He was on the train

He was in the seat behind me, his stray hand almost ruffling my hair. And he was on the phone, on the train, for two hours. I know that this is not an unusual event, really, and that satirists have been at the users of mobile phones for a considerable period of time (one of my favourite I’m Sorry I Haven’t A Clue cracks was Graeme Garden’s response to being asked to provide historical telegrams you wouldn’t expect to hear: his was George Stephenson, ‘I’m On The Train’). But this was a spectacular event. In a loud Irish accent, the guy behind me made a series of phone calls, only interrupted by breaks in signal, for about two hours, maybe more. He spoke at the top of his voice to all of the callers, and one of them was either shouting or he’d put them on loudspeaker. His voice sprawled across the carriage. If anyone there had had a little more nerve, there might have been an insurrection.

For most of the conversations, however, he was re-defining the meaning of conversation. What he was carrying on was a sequence of interrupted monologues, during which the hapless recipients, like the rest of us in the carriage, were treated to his account of his prowess at squash, his friend who was inside for 9 months but would be tagged when he got out, the price he had paid for a car (£3400, a steal, he reckoned), and a variety of other subjects in which persons unknown were treated to the lash of his opinion.

In trains these days, they have a carriage called ‘The Quiet Zone’, in which there is supposed to be no talking, no mobiles, no iPoddery, no nothing except sitting bolt upright and looking out at the countryside flashing by. The Detention Carriage, it should be called. But after yesterday’s insouciant performance by Mr. Unknown of Eire, I suggest that they need to have an Unquiet Zone, into which all those with a tendency towards verbal diarrhoea or a penchant for expressing tedious opinions at top volume should be shoved.

It was of course cowardly of me, but any instinct to say ‘Look here, old bean, what about a little bit of hush, what?’ was suppressed by my natural English reticence, and a vague (and probably racist) fear that I might be punched in the mouth. I would like to have been applauded as a hero (as I certainly would have been), but I wanted to get home in one piece. I am a fully-signed-up coward, I admit it.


What is needed is a verbatim copy of the data, minus the pictures.

*Source material*:
- - - -
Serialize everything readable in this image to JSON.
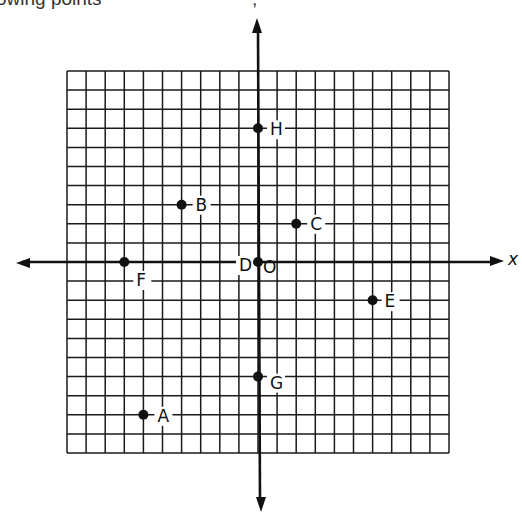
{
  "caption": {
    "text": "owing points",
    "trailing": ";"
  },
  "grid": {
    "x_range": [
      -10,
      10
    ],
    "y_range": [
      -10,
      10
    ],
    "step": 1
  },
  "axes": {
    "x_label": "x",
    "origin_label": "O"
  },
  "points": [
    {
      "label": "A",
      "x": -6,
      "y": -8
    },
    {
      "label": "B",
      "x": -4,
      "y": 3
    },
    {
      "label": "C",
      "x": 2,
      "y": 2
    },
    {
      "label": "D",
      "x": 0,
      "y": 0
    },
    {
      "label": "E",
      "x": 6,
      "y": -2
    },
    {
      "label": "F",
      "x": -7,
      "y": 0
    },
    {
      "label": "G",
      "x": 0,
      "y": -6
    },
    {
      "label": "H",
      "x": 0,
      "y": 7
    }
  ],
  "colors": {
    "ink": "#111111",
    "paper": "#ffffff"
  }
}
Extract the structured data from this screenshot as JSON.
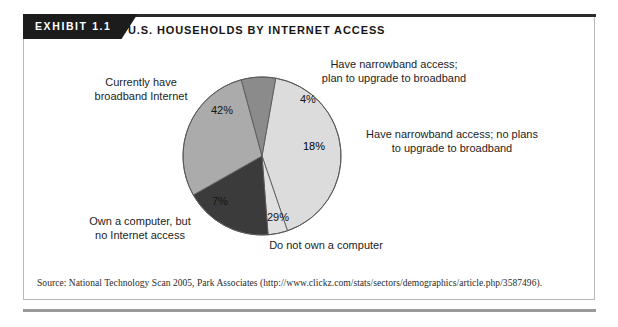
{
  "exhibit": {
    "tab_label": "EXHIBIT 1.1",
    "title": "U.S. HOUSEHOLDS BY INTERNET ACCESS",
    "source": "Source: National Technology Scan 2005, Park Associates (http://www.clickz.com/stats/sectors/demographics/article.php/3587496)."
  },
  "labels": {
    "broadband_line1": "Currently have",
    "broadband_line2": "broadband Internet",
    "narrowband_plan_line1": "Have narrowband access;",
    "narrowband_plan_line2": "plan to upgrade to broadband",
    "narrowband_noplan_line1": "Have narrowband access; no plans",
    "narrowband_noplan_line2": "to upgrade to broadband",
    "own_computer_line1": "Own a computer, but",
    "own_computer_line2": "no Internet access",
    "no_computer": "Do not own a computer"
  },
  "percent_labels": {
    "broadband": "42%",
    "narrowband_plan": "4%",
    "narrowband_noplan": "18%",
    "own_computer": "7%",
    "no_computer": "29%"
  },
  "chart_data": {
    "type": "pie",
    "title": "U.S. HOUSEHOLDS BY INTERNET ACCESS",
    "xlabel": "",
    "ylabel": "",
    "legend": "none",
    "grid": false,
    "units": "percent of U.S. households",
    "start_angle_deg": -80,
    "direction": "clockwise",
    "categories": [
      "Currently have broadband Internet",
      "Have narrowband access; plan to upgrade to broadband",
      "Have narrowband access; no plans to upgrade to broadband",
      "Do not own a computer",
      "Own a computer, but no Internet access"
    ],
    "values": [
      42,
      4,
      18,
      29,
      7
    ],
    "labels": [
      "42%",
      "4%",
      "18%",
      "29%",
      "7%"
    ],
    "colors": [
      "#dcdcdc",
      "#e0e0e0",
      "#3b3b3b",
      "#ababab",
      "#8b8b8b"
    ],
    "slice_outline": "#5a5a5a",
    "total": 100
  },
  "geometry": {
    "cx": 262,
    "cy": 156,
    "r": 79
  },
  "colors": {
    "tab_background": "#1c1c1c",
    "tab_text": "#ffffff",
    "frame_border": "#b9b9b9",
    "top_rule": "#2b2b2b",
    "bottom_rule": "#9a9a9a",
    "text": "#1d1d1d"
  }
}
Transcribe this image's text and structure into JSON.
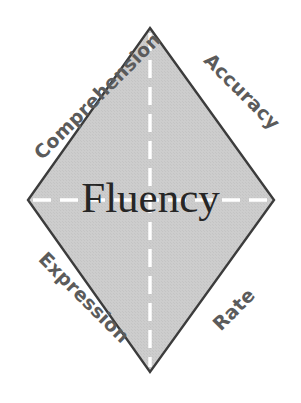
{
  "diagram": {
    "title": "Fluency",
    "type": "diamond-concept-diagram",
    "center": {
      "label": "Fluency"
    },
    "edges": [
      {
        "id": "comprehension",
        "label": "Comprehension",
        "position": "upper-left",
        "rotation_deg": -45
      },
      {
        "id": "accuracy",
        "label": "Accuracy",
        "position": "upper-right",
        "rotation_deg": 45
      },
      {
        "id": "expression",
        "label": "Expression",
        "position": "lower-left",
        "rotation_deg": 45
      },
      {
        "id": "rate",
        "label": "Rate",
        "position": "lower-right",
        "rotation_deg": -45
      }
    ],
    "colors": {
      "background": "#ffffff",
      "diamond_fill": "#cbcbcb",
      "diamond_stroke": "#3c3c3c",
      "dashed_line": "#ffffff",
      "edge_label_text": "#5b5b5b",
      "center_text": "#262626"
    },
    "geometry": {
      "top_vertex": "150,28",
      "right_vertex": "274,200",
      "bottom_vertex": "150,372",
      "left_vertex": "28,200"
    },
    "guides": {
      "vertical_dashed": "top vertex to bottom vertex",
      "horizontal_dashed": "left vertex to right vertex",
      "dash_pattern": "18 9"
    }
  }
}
- - - -
*Written reply*:
Serialize everything readable in this image to JSON.
{
  "caption": {
    "text": "owing points",
    "trailing": ";"
  },
  "grid": {
    "x_range": [
      -10,
      10
    ],
    "y_range": [
      -10,
      10
    ],
    "step": 1
  },
  "axes": {
    "x_label": "x",
    "origin_label": "O"
  },
  "points": [
    {
      "label": "A",
      "x": -6,
      "y": -8
    },
    {
      "label": "B",
      "x": -4,
      "y": 3
    },
    {
      "label": "C",
      "x": 2,
      "y": 2
    },
    {
      "label": "D",
      "x": 0,
      "y": 0
    },
    {
      "label": "E",
      "x": 6,
      "y": -2
    },
    {
      "label": "F",
      "x": -7,
      "y": 0
    },
    {
      "label": "G",
      "x": 0,
      "y": -6
    },
    {
      "label": "H",
      "x": 0,
      "y": 7
    }
  ],
  "colors": {
    "ink": "#111111",
    "paper": "#ffffff"
  }
}
Extract the structured data from this screenshot as JSON.
{
  "exhibit": {
    "tab_label": "EXHIBIT 1.1",
    "title": "U.S. HOUSEHOLDS BY INTERNET ACCESS",
    "source": "Source: National Technology Scan 2005, Park Associates (http://www.clickz.com/stats/sectors/demographics/article.php/3587496)."
  },
  "labels": {
    "broadband_line1": "Currently have",
    "broadband_line2": "broadband Internet",
    "narrowband_plan_line1": "Have narrowband access;",
    "narrowband_plan_line2": "plan to upgrade to broadband",
    "narrowband_noplan_line1": "Have narrowband access; no plans",
    "narrowband_noplan_line2": "to upgrade to broadband",
    "own_computer_line1": "Own a computer, but",
    "own_computer_line2": "no Internet access",
    "no_computer": "Do not own a computer"
  },
  "percent_labels": {
    "broadband": "42%",
    "narrowband_plan": "4%",
    "narrowband_noplan": "18%",
    "own_computer": "7%",
    "no_computer": "29%"
  },
  "chart_data": {
    "type": "pie",
    "title": "U.S. HOUSEHOLDS BY INTERNET ACCESS",
    "xlabel": "",
    "ylabel": "",
    "legend": "none",
    "grid": false,
    "units": "percent of U.S. households",
    "start_angle_deg": -80,
    "direction": "clockwise",
    "categories": [
      "Currently have broadband Internet",
      "Have narrowband access; plan to upgrade to broadband",
      "Have narrowband access; no plans to upgrade to broadband",
      "Do not own a computer",
      "Own a computer, but no Internet access"
    ],
    "values": [
      42,
      4,
      18,
      29,
      7
    ],
    "labels": [
      "42%",
      "4%",
      "18%",
      "29%",
      "7%"
    ],
    "colors": [
      "#dcdcdc",
      "#e0e0e0",
      "#3b3b3b",
      "#ababab",
      "#8b8b8b"
    ],
    "slice_outline": "#5a5a5a",
    "total": 100
  },
  "geometry": {
    "cx": 262,
    "cy": 156,
    "r": 79
  },
  "colors": {
    "tab_background": "#1c1c1c",
    "tab_text": "#ffffff",
    "frame_border": "#b9b9b9",
    "top_rule": "#2b2b2b",
    "bottom_rule": "#9a9a9a",
    "text": "#1d1d1d"
  }
}
Transcribe this image's text and structure into JSON.
{
  "diagram": {
    "title": "Fluency",
    "type": "diamond-concept-diagram",
    "center": {
      "label": "Fluency"
    },
    "edges": [
      {
        "id": "comprehension",
        "label": "Comprehension",
        "position": "upper-left",
        "rotation_deg": -45
      },
      {
        "id": "accuracy",
        "label": "Accuracy",
        "position": "upper-right",
        "rotation_deg": 45
      },
      {
        "id": "expression",
        "label": "Expression",
        "position": "lower-left",
        "rotation_deg": 45
      },
      {
        "id": "rate",
        "label": "Rate",
        "position": "lower-right",
        "rotation_deg": -45
      }
    ],
    "colors": {
      "background": "#ffffff",
      "diamond_fill": "#cbcbcb",
      "diamond_stroke": "#3c3c3c",
      "dashed_line": "#ffffff",
      "edge_label_text": "#5b5b5b",
      "center_text": "#262626"
    },
    "geometry": {
      "top_vertex": "150,28",
      "right_vertex": "274,200",
      "bottom_vertex": "150,372",
      "left_vertex": "28,200"
    },
    "guides": {
      "vertical_dashed": "top vertex to bottom vertex",
      "horizontal_dashed": "left vertex to right vertex",
      "dash_pattern": "18 9"
    }
  }
}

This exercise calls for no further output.